CPUs are doing absolutely fine at dealing with memory latency with out-of-order execution, large caches, prefetching, and 2-way SMT. Especially for something as regular as graphics, it's a non-issue. In fact it's really the GPU you should be worried about. A modest amount of memory access irregularity can cause the GPU's cache hit ratio to drop to zero, causing it to be bottlenecked by bandwidth, register space, or work size. The CPU can deal with increasing complexity very elegantly....but also that they pipeline everything extremely effectively. There's no way in hell you're going to be able to hide memory latency effectively enough on a CPU to get near performance of a GPU...
By that reasoning GPU manufacturers should bring back separate vertex and pixel pipelines, because then more things would run in parallel, right?...even if latency wasn't a problem - well, you're still only doing one stage of work at a time on a CPU, while a GPU works on many stages at once. Texture address generation, geometry setup, clipping, texture filtering, shading and so on... All parallel. Serial, on the CPU.
I feel sorry for you.I don't see how you could possibly get remotely similar performance at the same quality level.
The point was that based on your wording you probably have a wrong idea about software rendering. It's not an emulation. It's an implementation. In fact it's really hardware rendering, since the CPU is hardware too. Unless there's no confusion about that, we should call it GPU rendering and CPU rendering instead.I'm not into arguing semantics.
I assume you're talking about me? I never actually said that AVX2 will make the CPU adequately equipped though. Haswell is a monumental step forward, by bringing several important pieces of programmable GPU technology into the CPU cores, but it's only the beginning.Because despite what certain individuals tell you, avx2 will not make CPUs adequately equipped to handle complex 3D rendering.

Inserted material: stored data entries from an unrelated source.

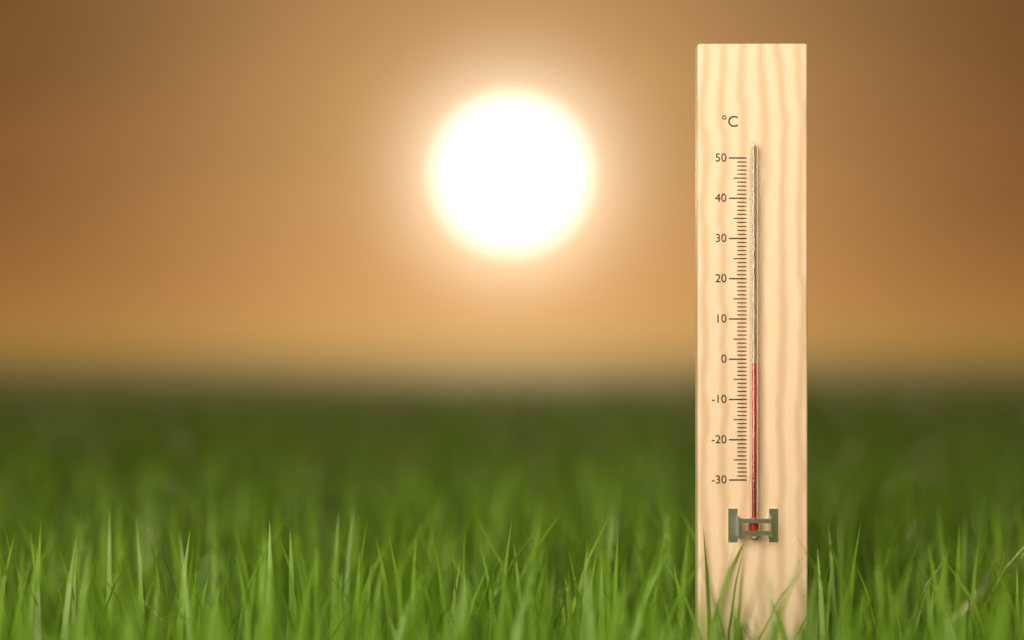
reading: -1 °C
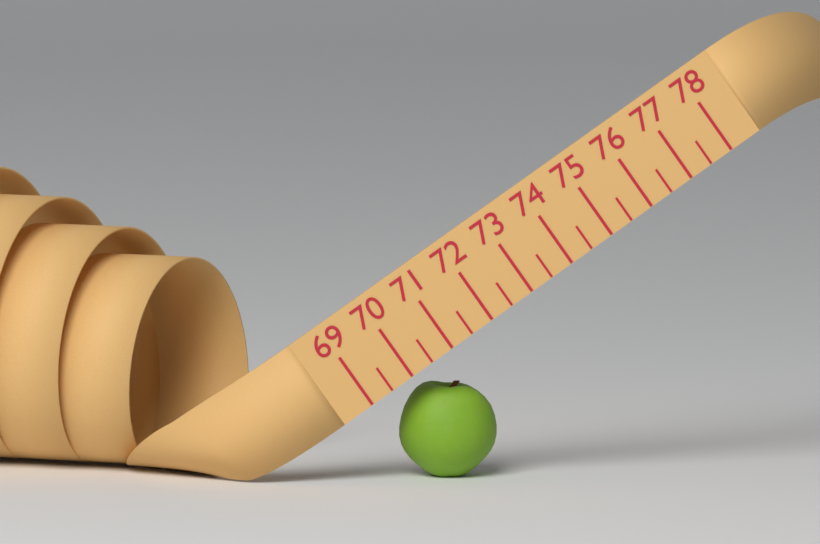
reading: 71.0 (no unit)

It doesn't necessarily have to amount to anything.Thats if it amounts to anything
That's ATI's marketing term for their Shader Model 1.4 hardware. I'm not sure if I should feel flattered or a little insulted.
No, you don't have to write your program three times. You just compile it for a different ISA, and let the compiler figure out the details of optimizing for the architecture. AMD is thinking of using HSA as a virtual homogeneous ISA, but that will fail miserably if they keep the CPU and GPU heterogeneous, since compilers can't deal with that and application developers don't want to deal with that. What is needed instead is cores that combine a legacy scalar CPU core and a very wide SIMD engine, which both feed off the same physically homogeneous instruction stream. Intel announced the VEX encoding to be extendable to 1024-bit from the start, and they seem to be pretty well en route with Haswell.But what is this "CPU" that is worth using? Let's say nvidia Maxwell, Haswell/Broadwell successor, Steamroller successor meet a loose definition of a heteregeneous CPU. They are CPU+GPU but the GPU gets a lot CPU-like (even Tesla K20 seems meant to run "software" and not "shaders").
You have to write your program three times, each time catering to the architecture so you get high performance (given real time constraints and big workloads). For added fun, one has ARM, and CUDA libraries, the others have x86-64, AMD has a "HSA" ecosystem, Intel I don't know what they will be doing.